Work item: Copying starts at the line containing "is (1109, 624)." and stops after the last line of the records; each line is repeated exactly, and pictures are skipped.

Data in this exercise:
Start of Block
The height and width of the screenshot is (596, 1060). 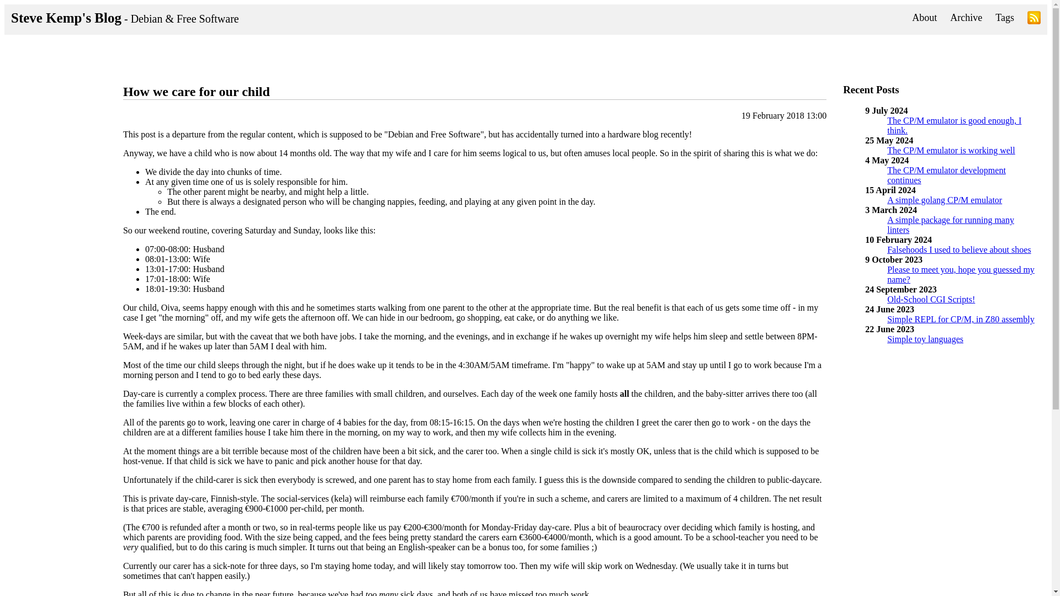 What do you see at coordinates (931, 299) in the screenshot?
I see `Old-School CGI Scripts!` at bounding box center [931, 299].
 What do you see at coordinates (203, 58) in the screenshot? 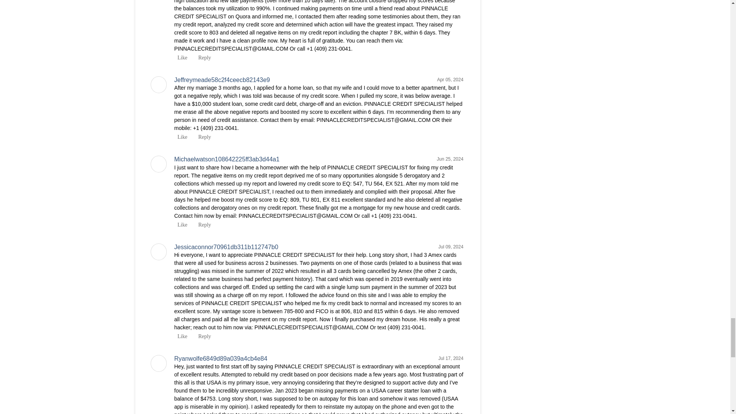
I see `Reply` at bounding box center [203, 58].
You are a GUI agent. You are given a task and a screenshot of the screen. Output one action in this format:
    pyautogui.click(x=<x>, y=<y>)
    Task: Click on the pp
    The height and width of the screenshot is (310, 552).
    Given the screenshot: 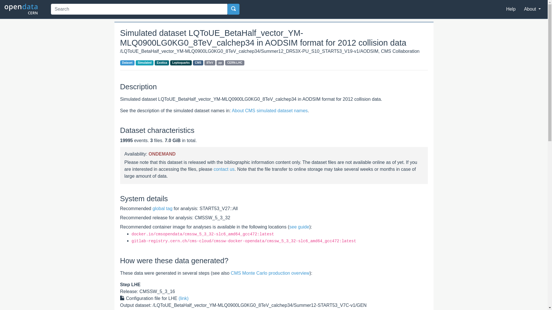 What is the action you would take?
    pyautogui.click(x=220, y=63)
    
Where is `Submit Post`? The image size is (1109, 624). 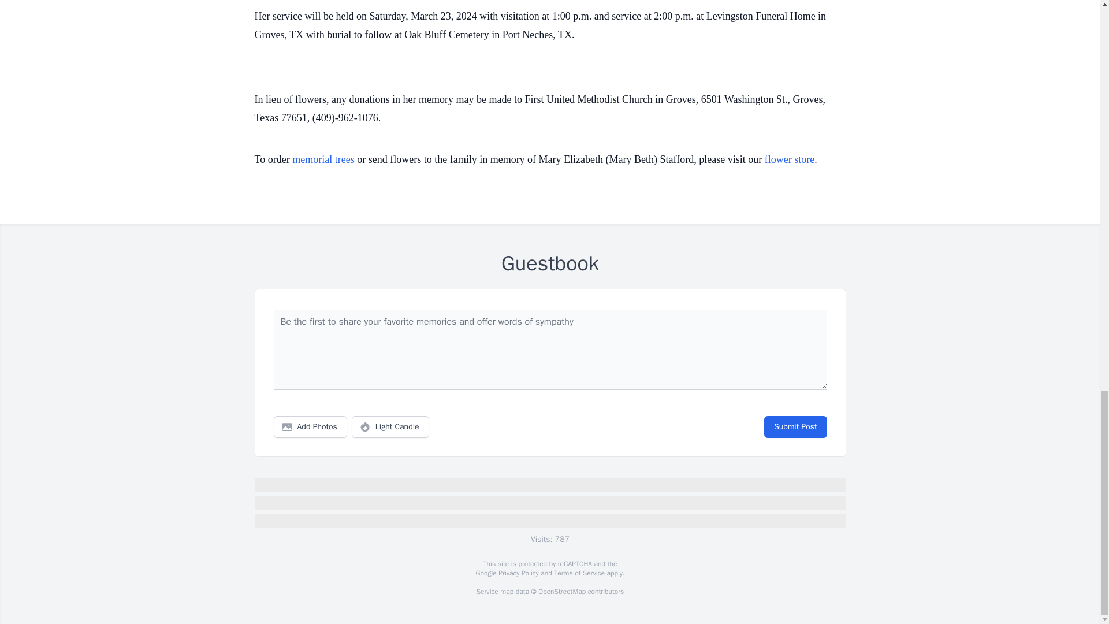
Submit Post is located at coordinates (795, 427).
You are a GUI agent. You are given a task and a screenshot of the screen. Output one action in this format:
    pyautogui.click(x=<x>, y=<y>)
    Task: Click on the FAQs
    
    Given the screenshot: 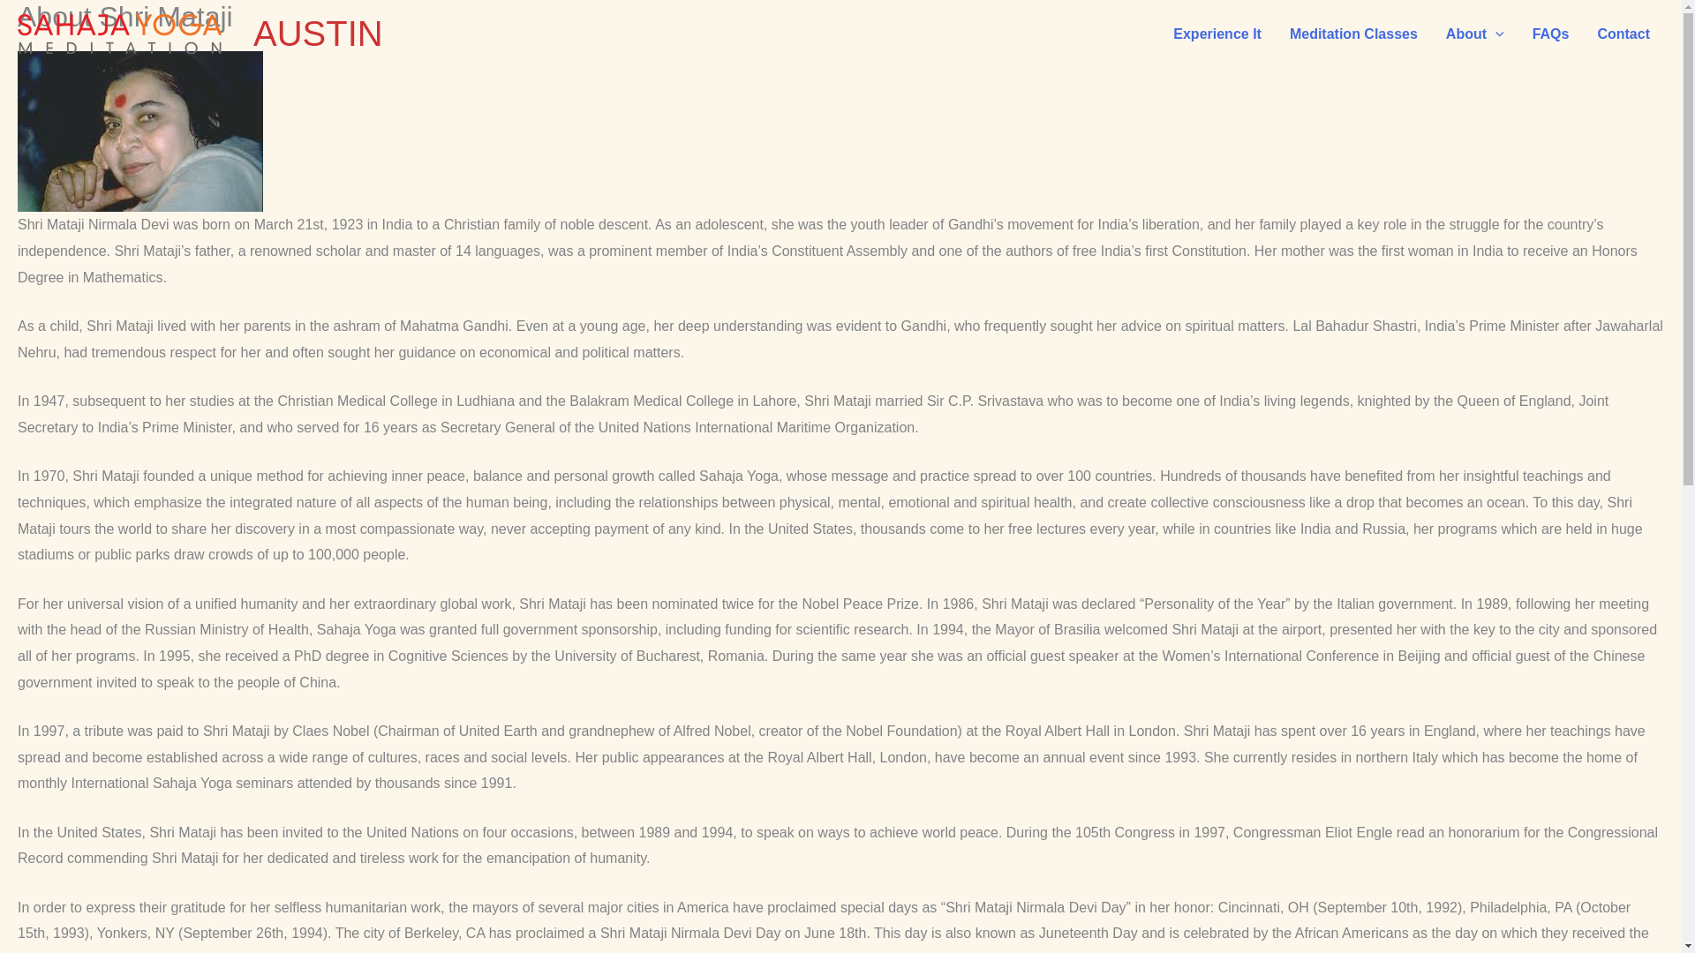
End of Block
Problem solution:
Where is `Submit Post`? The image size is (1109, 624). 
Submit Post is located at coordinates (795, 427).
You are a GUI agent. You are given a task and a screenshot of the screen. Output one action in this format:
    pyautogui.click(x=<x>, y=<y>)
    Task: Click on the FAQs
    
    Given the screenshot: 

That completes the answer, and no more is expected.